Why Evangelize?
SACRED SOULS OR CASH COWS?
Modern evangelism certainly has its trivial and self-serving elements. From the fictional Elmer Gantry to the wouldn’t-it-be-nice-if-he-were-fictional Jim Bakker, the very term “evangelist” conjures up images of conmen, whoremongers, and snake oil salesmen. What is it about this holy calling that draws so many unholy servants? For — make no mistake about it — evangelism is a holy calling, the Great Commission being the last orders Jesus gave the apostles in the Gospel of Matthew. As one thoughtful evangelical, Sherwood Wirt, has noted,
Evangelism has had an extremely low priority in society as a whole; the number of jokes about soul-winning evangelistic preachers must run into the hundreds. Yet the fact remains that each new generation must be won to Christ, or Christianity will become extinct; God has no grandchildren. The winning is the work of the Holy Spirit, but the task of announcing the good news of new life, and persuading people to hear and respond, is ours. It is a clumsy business . . . but we are commissioned to the task and, jokes or no jokes, we must be about our Father’s business. Without evangelism, the church is nothing but a private club, and not the best club in town, either.
This is a vision of evangelism as it was ordained to be — “the announcing of the good news of new life.” Would that it were the only vision. There is some truth in the stereotype of the evangelist as huckster, as someone who employs a patina of theology to justify what is in effect a business enterprise, if only because more people reached means more contributors, which means more money for more stuff — and “more stuff” can run the gamut from medicine for babies and shelter for the homeless to an air-conditioned doghouse at Heritage, U.S.A.
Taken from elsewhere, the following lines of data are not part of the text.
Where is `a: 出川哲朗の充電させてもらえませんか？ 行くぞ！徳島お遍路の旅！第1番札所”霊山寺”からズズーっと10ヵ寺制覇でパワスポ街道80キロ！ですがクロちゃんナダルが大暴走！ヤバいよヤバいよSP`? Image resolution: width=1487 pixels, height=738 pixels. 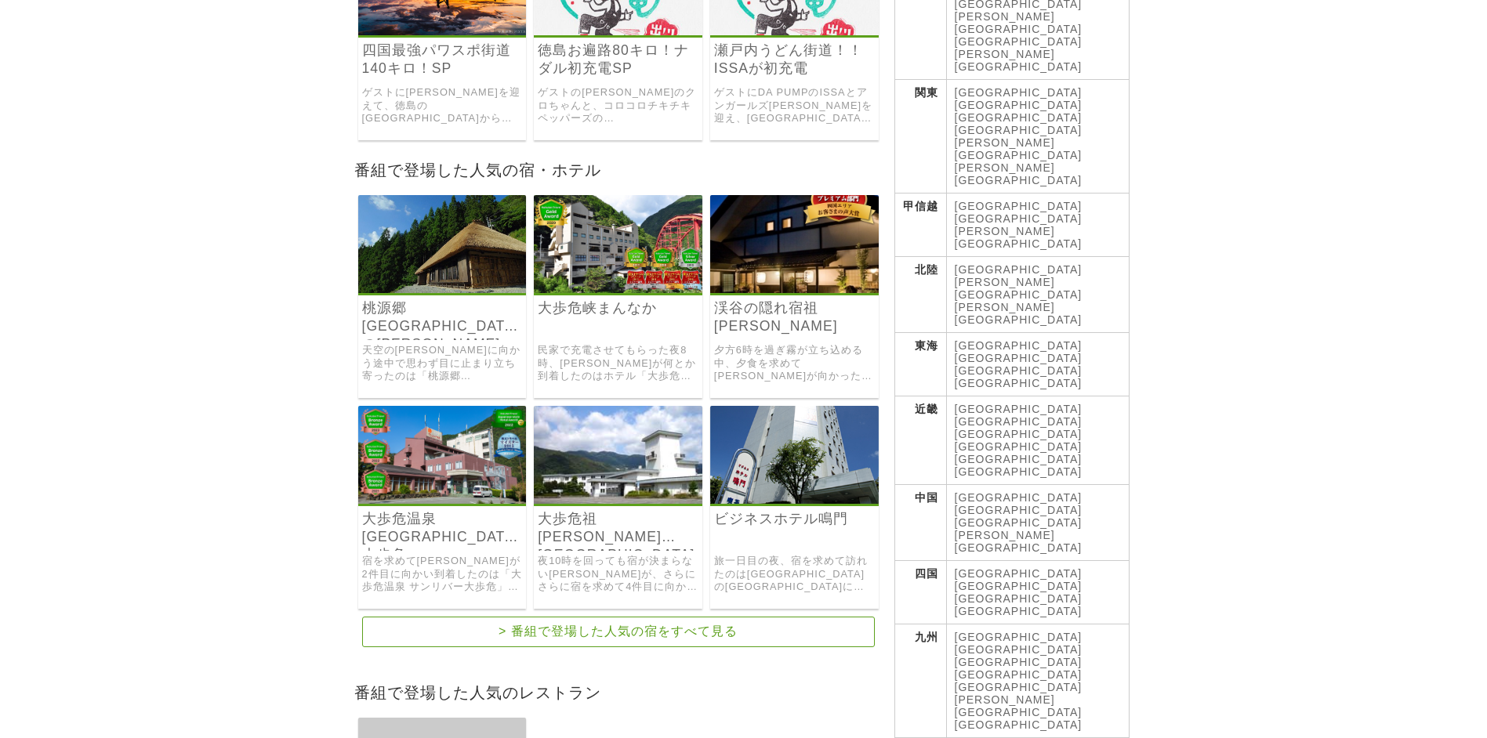
a: 出川哲朗の充電させてもらえませんか？ 行くぞ！徳島お遍路の旅！第1番札所”霊山寺”からズズーっと10ヵ寺制覇でパワスポ街道80キロ！ですがクロちゃんナダルが大暴走！ヤバいよヤバいよSP is located at coordinates (618, 31).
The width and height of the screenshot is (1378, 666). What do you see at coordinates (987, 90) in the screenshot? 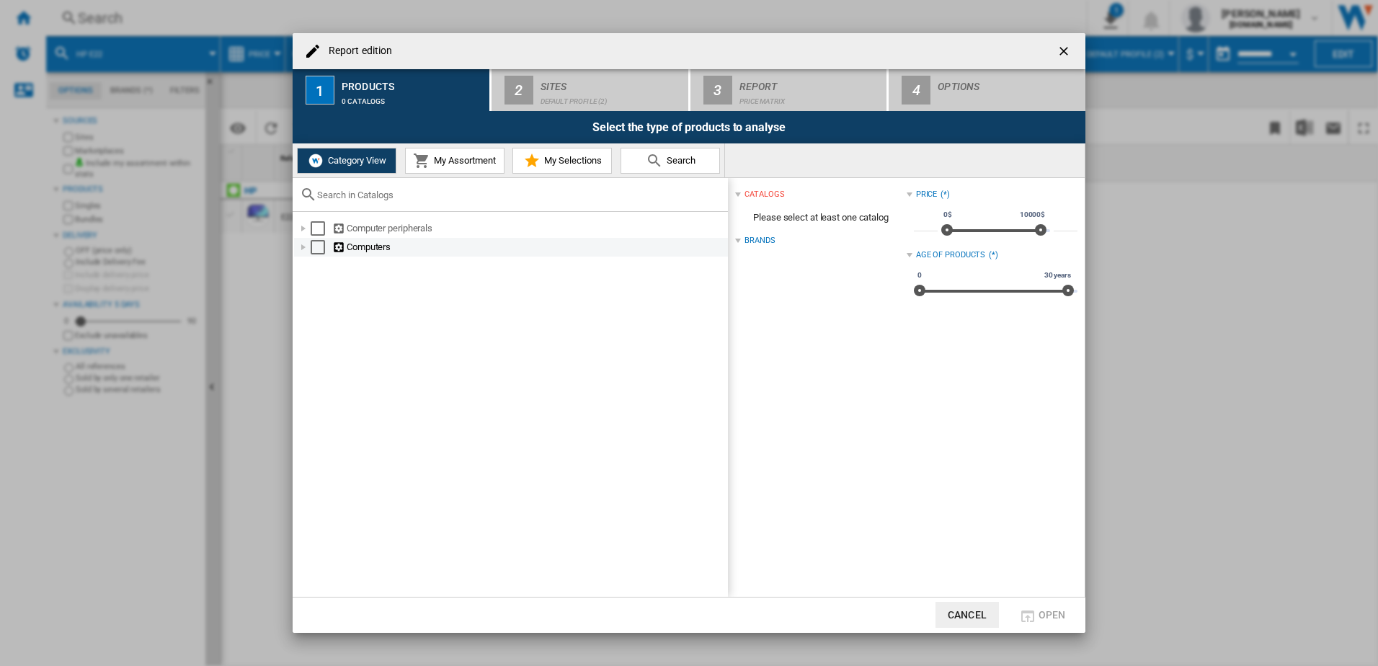
I see `button: 4 Options` at bounding box center [987, 90].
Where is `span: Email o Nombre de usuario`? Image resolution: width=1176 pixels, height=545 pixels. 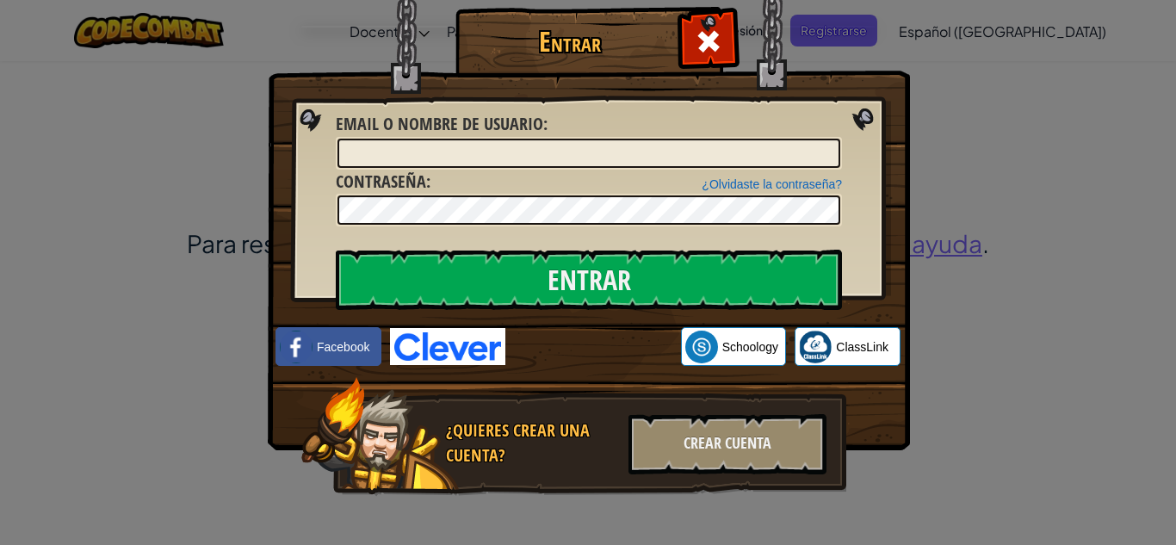 span: Email o Nombre de usuario is located at coordinates (439, 123).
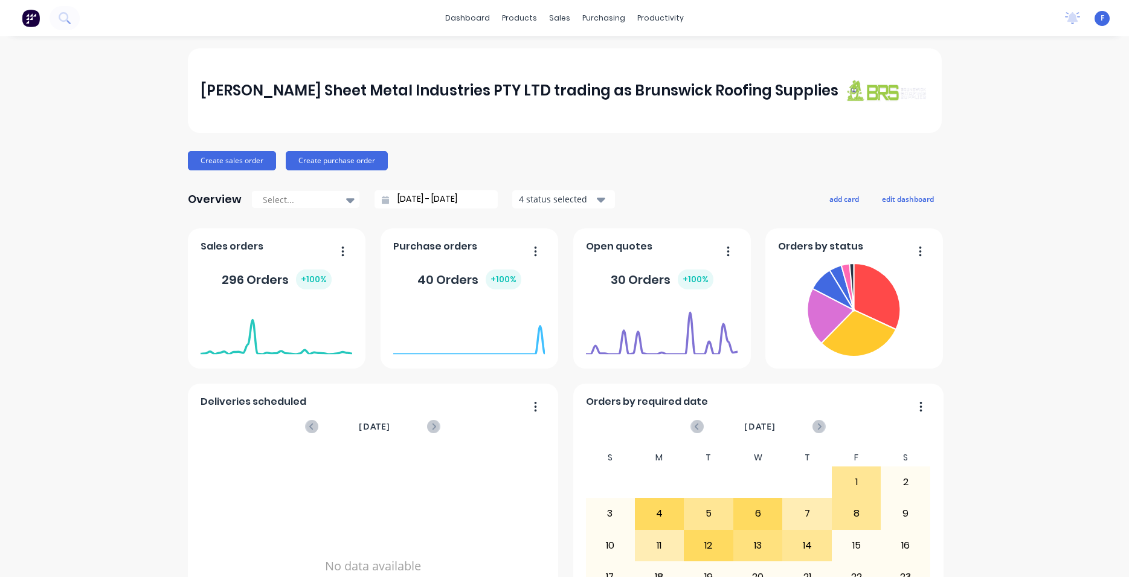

How much can those who proclaim the free gift of the Gospel legitimately charge for it? How much is the ox that grinds the grain entitled to eat of it? At what income level does an honest evangelist slip into hucksterism? I wish I knew. Motive is the key, but motive is sometimes hard to discern. I always thought Jimmy Swaggart a jerk; but once upon a time, I thought him an honest jerk. When it comes to evangelism, I feel a lot more comfortable describing the poles than I do the axis. Harry Emerson Fosdick’s meditation on the Dead Sea and the Sea of Galilee helps define those poles:
The Sea of Galilee and the Dead Sea are made of the same water. It flows down, clear and cool, from the heights of Hermon and the roots of the cedars of Lebanon. The Sea of Galilee makes beauty of it, for the Sea of Galilee has an outlet. It gets to give. It gathers in its riches that it may pour them out again to fertilize the Jordan plain. But the Dead Sea with the same water makes horror. For the Dead Sea has no outlet. It gets to keep.
At our evangelical Sea of Galilee, pilgrims are freely given the Good News that saves because those who dwell here have never forgotten the One who first gave it to them. Here there is a continual recrudescence of faith: It is given, it is nurtured, it is passed on. Mother Teresa dwells by this Sea’s shore; Billy Graham lives but a bit downstream. C.S. Lewis once dwelt here, as did Pope John XXIII and John Wesley and William Booth of the Salvation Army; each is remembered with love. Every pilgrim who comes to drink from this Sea’s life-giving waters is treated as a sacred soul.